| |
 |
The ecology of eating : a comparative, cross - cultural perspective on material and immaterial cues in the environment
There is growing scientific consensus that we are not as much in control of our behaviour as was commonly taken for granted. The role of the environment increasingly appears to be essential in shaping eating behaviour. Humans in the developed world have altered their environment and created an « obesogenic environment », which seems to modify behaviour to a large extent. The omnipresence of food around us, for one thing, tends to increase our consumption. In order to be able to control our behaviour, we cannot just depend on strong individual willpower: We need to understand the ecology of eating.
In the ecology of eating, an important dimension, of course, is the social and economic environment,
and the constraints it exerts. We know that obesity (in the West) is to a very large extent associated with lower socioeconomic status, particularly in women.
Another, essential, dimension of our eating environment is immaterial, made of « culture » (norms, implicit rules, “traditions” and habits”). Most approaches to improving diet have been based on what is eaten (a difficult thing to know by any method, with often considerable margins of error). Empirical data from the social sciences show that it is important to take into account not just the what but also the how.
This paper presents and discusses empirical evidence that context, food and eating patterns, implicit cultural rules and categories applied to food and eating, play an important part among the determinants/regulators of food intake - one that has been generally underestimated or not taken into account. Such rules and categories may include, for instances, time frames assigned for meals, the composition and order of dishes in the meal, etc.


### Activity
In the entries below, how many lines hold the string "point"? Give only the number.

Dataset rows about figures:
'''

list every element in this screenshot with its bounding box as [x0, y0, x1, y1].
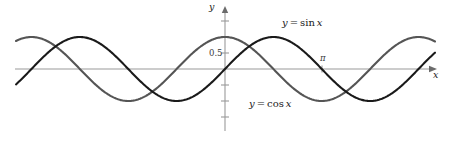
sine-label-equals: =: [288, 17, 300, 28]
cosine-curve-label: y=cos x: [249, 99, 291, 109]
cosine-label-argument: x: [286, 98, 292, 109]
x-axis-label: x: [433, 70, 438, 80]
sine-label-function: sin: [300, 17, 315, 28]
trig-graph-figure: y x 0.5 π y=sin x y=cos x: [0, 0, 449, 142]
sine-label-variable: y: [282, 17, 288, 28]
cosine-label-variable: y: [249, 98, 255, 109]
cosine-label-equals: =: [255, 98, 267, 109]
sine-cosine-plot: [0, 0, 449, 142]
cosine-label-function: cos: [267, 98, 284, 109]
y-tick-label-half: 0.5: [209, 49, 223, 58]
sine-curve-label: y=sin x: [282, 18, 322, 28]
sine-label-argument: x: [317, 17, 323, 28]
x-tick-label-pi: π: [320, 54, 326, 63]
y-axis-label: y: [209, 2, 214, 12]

'''
'''

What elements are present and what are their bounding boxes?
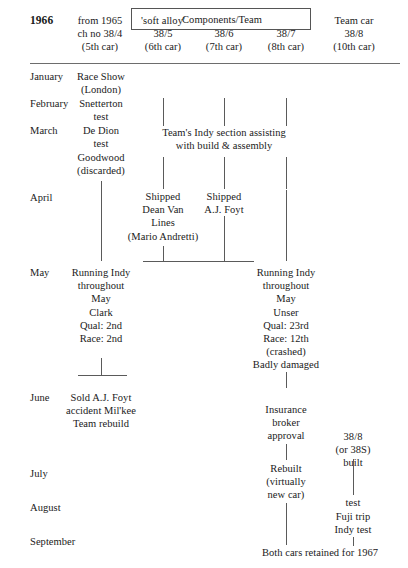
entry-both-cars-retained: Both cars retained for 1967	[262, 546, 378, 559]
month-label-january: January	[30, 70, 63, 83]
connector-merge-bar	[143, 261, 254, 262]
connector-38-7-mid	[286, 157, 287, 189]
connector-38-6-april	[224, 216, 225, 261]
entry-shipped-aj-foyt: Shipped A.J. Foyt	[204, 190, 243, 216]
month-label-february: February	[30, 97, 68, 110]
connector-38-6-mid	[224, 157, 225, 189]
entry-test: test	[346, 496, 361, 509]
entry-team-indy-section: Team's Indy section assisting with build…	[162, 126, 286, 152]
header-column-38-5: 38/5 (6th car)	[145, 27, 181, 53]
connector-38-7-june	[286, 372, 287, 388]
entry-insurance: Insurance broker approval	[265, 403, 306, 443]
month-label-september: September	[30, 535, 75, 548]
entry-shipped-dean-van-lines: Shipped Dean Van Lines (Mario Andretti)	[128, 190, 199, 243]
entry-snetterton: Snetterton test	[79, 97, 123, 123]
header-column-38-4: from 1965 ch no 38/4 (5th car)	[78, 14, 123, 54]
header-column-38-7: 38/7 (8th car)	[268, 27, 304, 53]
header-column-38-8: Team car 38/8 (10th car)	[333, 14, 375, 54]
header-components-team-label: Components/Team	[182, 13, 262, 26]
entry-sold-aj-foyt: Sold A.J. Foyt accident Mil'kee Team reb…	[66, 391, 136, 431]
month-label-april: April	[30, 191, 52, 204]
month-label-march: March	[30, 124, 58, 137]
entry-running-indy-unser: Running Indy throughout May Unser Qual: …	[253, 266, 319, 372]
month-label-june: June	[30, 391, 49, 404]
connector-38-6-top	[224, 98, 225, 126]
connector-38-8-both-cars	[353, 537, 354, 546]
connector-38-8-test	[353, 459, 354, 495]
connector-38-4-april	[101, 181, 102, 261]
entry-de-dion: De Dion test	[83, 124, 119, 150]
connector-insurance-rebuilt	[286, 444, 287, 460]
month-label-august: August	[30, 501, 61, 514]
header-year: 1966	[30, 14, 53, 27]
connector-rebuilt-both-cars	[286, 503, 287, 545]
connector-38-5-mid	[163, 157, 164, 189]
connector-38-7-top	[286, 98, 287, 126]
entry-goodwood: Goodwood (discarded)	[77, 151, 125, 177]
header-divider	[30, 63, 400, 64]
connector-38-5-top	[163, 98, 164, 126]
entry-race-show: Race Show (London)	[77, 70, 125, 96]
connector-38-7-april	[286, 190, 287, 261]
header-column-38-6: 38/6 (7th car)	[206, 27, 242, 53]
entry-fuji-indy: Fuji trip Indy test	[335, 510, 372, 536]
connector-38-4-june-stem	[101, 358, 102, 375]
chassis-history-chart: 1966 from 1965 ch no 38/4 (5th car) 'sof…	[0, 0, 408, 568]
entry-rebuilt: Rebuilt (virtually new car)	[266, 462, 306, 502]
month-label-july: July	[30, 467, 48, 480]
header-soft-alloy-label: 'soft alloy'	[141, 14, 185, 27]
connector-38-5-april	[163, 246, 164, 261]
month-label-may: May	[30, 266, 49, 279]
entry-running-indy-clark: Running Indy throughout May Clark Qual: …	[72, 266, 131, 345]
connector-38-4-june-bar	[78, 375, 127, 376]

'''
'''

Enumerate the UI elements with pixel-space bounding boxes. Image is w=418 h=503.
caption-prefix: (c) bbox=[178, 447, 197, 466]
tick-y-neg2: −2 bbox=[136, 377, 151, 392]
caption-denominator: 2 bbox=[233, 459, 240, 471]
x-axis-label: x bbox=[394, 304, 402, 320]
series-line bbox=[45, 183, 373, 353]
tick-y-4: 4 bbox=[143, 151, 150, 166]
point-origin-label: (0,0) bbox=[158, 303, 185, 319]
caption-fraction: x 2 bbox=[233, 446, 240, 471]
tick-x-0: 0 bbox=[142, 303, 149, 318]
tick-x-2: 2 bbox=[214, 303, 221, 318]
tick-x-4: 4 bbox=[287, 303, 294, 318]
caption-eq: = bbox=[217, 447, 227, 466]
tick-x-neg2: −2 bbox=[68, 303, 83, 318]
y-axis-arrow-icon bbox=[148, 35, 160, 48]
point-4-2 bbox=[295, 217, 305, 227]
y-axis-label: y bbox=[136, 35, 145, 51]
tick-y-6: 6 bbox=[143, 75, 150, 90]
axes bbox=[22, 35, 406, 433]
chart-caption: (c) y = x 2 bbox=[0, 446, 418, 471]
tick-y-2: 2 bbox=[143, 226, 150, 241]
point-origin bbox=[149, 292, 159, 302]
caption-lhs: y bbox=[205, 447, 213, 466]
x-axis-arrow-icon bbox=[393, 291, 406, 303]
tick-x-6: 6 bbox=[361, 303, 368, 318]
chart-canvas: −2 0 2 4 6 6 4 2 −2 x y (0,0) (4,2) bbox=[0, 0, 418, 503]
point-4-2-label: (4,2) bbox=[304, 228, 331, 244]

'''

### Solved problem
4